Moving the long wall miner requires a carefully calibrated process stressful enough to take years off Fox’s life, joked the 62-year-old, a lifelong veteran of underground coal mines who has worked here since the mine’s beginning. Miners share the camaraderie of those who work a hazardous job and look out for each other, Fox said.

There are other, more continual hazards to working underground. Miners pump 3,500 gallons of water a minute out of the mine and spray some of it across the coal face and floor in an effort to keep the coal dust down — black lung, an underground miner’s affliction, remains a concern though miners here say newer technologies are effective protections.

They travel to their shifts in a personnel carrier. They work 12-hour shifts and eat their meals underground at a mobile “kitchen” equipped with a microwave. Work comes in four-day blocks, Fox said. Working the day shift means four days lived in the dark.

They Followed the Coal Seam

Bridger Coal Company, the mining subsidiary of PacifiCorp, did not originally plan to dig underground. The company started mining on the surface in the 1970s when the power plant was built. By the 2000s, surface mining was becoming more costly — the 30-foot coal seam they’d been mining split, Palmer said. One seam headed downward, and the amount of earth that had to be removed to get to the coal continued to increase.

In 2003, the miners began highwall mining. Highwall mining utilizes an automated miner to drive into the earth along the coal seam at the bottom of a surface mining pit. The miner brings out coal but is limited in how far it can dig. By 2004, the company had opened the underground mine to follow the seam under the earth.

Scott Palmer, chief engineer at the surface mine, stands next to an unearthed seam of coal. The coal seam miners began harvesting for the Jim Bridger Plant split into two seams, one of which miners followed underground beginning in 2004. (Andrew Graham/WyoFile)

Since then, the miners have been harvesting the coal in 600-foot-wide panels. They have mined out 20 panels. There are two remaining in their leased area. They are scheduled to reach the end of the final panel at the mine’s end date in December 2021.

To mine more coal underground would require a new federal lease, and a spokesperson for mine owner Pacificorp, says they won’t go through that onerous process. The underground miners’ work will be done.

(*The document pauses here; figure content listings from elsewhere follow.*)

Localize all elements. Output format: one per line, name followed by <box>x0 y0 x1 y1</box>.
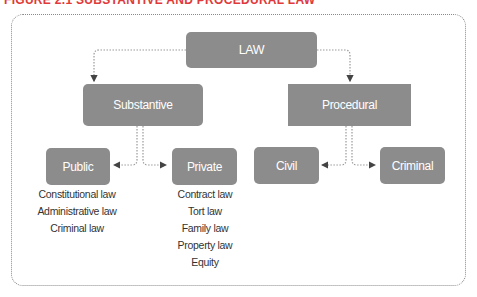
node-law: LAW <box>186 32 317 68</box>
node-criminal-label: Criminal <box>392 159 434 173</box>
list-item: Property law <box>150 237 260 254</box>
list-item: Family law <box>150 220 260 237</box>
node-criminal: Criminal <box>380 147 445 184</box>
node-public-label: Public <box>63 160 94 174</box>
list-item: Criminal law <box>22 220 132 237</box>
node-substantive: Substantive <box>83 84 203 126</box>
list-item: Constitutional law <box>22 186 132 203</box>
list-item: Administrative law <box>22 203 132 220</box>
node-civil: Civil <box>254 147 319 184</box>
list-item: Contract law <box>150 186 260 203</box>
private-law-list: Contract law Tort law Family law Propert… <box>150 186 260 271</box>
node-procedural: Procedural <box>288 84 411 126</box>
node-private: Private <box>172 148 237 185</box>
node-private-label: Private <box>187 160 222 174</box>
node-public: Public <box>46 148 110 185</box>
node-civil-label: Civil <box>276 159 297 173</box>
node-law-label: LAW <box>239 43 265 57</box>
node-substantive-label: Substantive <box>113 98 172 112</box>
node-procedural-label: Procedural <box>322 98 377 112</box>
list-item: Tort law <box>150 203 260 220</box>
list-item: Equity <box>150 254 260 271</box>
public-law-list: Constitutional law Administrative law Cr… <box>22 186 132 237</box>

Once the mine is closed, the ramp plunging into the tunnel in the bottom of the former pit will be filled — a process similar to the reclamation that happens to surface pit mines. The direction of the ramp will be reversed, Palmer said, and it will become shaped as a drainage to match the landscape.

The reclamation process restores the land to the appearance it held before coal mining, Palmer said. It takes a trained eye to detect the major difference — the disappearance of the bedrock coal. Reclaimed mine land is replanted with native grasses, and is attractive to wildlife, Palmer said, an assertion supported by the number of elk and wild horses roaming the mine property during WyoFile’s visit.

Reclamation takes 10 years, Palmer said. The underground mine will be reclaimed by 2031.

“There will be elk walking on it,” Palmer said. By then, uninformed visitors likely won’t know that once men and women labored in dangerous conditions deep in the darkness to light America’s homes and businesses.